In my reading the main thing is to be careful to keep it reasonably quiet? If it is a similar volume to your voice when singing it should be pretty safe.
(I'm lucky enough to perform in a genre where you can generally keep stage volumes pretty low.)
That's probably the case, though I'm no hearing expert. The rumors typically have to do with Peter Frampton volume levels. But who knows what else those guys are doing to their hearing.
A hollow body instrument takes a skilled luthier to craft, and it is a work of art. Electric instruments like that electric mandolin and including nearly all solid body electric guitars do not take much skill to create. They are hunks of wood with strings stretched across them with some electronics shoehorned in. Any high schooler that made it through shop class will have the requisite skill to create one. The cost of a $2000 (guessing) reissue Gibson Les Paul has very little to do with craftsmanship, has more to do with supply and demand, and even more to do with cartels and price manipulation.
I feel the same way as a I feel about my solid body electric violin, the acoustic sound is what makes the instrument and a solid body mandolin to me just sounds like an electric guitar.
Have you heard other electric mandolins? This one sounds like an electric guitar to me as well, but it lacks the doubled strings which give an ordinary mandolin so much of its characteristic sound. It does not seem like a particularly useful comparison.
I have not, the mando player in my band plays an acoustic with bridge pickup. It sounds fantastic and it's never caused feedback, so again why sacrifice the sound that makes these folk instruments what they are? If you want to shred or heavy warp the sound you can still do so.
Maybe I'm just bitter on how much I spent on my electric fiddle only to never play it.
It's not really fair to be comparing the acoustic to the electric going directly into the board. What does it sound like coming from an amp (and with a mic recording the amp)?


YOUR TASK: Each line from the material with the word "Inches" in it must be copied.

------------------------------------------------------------------------

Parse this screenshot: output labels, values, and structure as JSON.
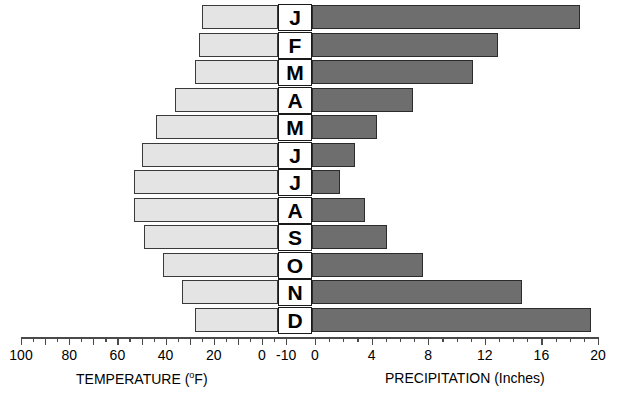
{
  "chart_data": {
    "type": "bar",
    "title": "",
    "orientation": "horizontal-bidirectional",
    "categories": [
      "J",
      "F",
      "M",
      "A",
      "M",
      "J",
      "J",
      "A",
      "S",
      "O",
      "N",
      "D"
    ],
    "month_labels": [
      "J",
      "F",
      "M",
      "A",
      "M",
      "J",
      "J",
      "A",
      "S",
      "O",
      "N",
      "D"
    ],
    "series": [
      {
        "name": "Temperature",
        "axis": "left",
        "unit": "°F",
        "direction": "right-to-left",
        "values": [
          25,
          26,
          28,
          36,
          44,
          50,
          53,
          53,
          49,
          41,
          33,
          28
        ]
      },
      {
        "name": "Precipitation",
        "axis": "right",
        "unit": "Inches",
        "direction": "left-to-right",
        "values": [
          18.7,
          12.9,
          11.2,
          6.9,
          4.4,
          2.8,
          1.8,
          3.5,
          5.1,
          7.6,
          14.6,
          19.5
        ]
      }
    ],
    "left_axis": {
      "label": "TEMPERATURE",
      "unit": "(°F)",
      "ticks": [
        100,
        80,
        60,
        40,
        20,
        0,
        -10
      ],
      "tick_labels": [
        "100",
        "80",
        "60",
        "40",
        "20",
        "0",
        "-10"
      ],
      "minor_tick_step": 10,
      "range": [
        -10,
        100
      ],
      "reversed": true
    },
    "right_axis": {
      "label": "PRECIPITATION",
      "unit": "(Inches)",
      "ticks": [
        0,
        4,
        8,
        12,
        16,
        20
      ],
      "tick_labels": [
        "0",
        "4",
        "8",
        "12",
        "16",
        "20"
      ],
      "minor_tick_step": 1,
      "range": [
        0,
        20
      ]
    },
    "grid": false,
    "legend": "none",
    "colors": {
      "temperature_fill": "#e4e4e4",
      "temperature_stroke": "#3a3a3a",
      "precipitation_fill": "#6e6e6e",
      "precipitation_stroke": "#2b2b2b",
      "axis": "#4a4a4a",
      "text": "#000000",
      "background": "#ffffff"
    }
  },
  "axis_titles": {
    "left_main": "TEMPERATURE",
    "left_unit_pre": "(",
    "left_unit_o": "o",
    "left_unit_post": "F)",
    "right": "PRECIPITATION (Inches)"
  }
}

------------------------------------------------------------------------

EXPECTED ANSWER:
        "unit": "Inches",
      "unit": "(Inches)",
    "right": "PRECIPITATION (Inches)"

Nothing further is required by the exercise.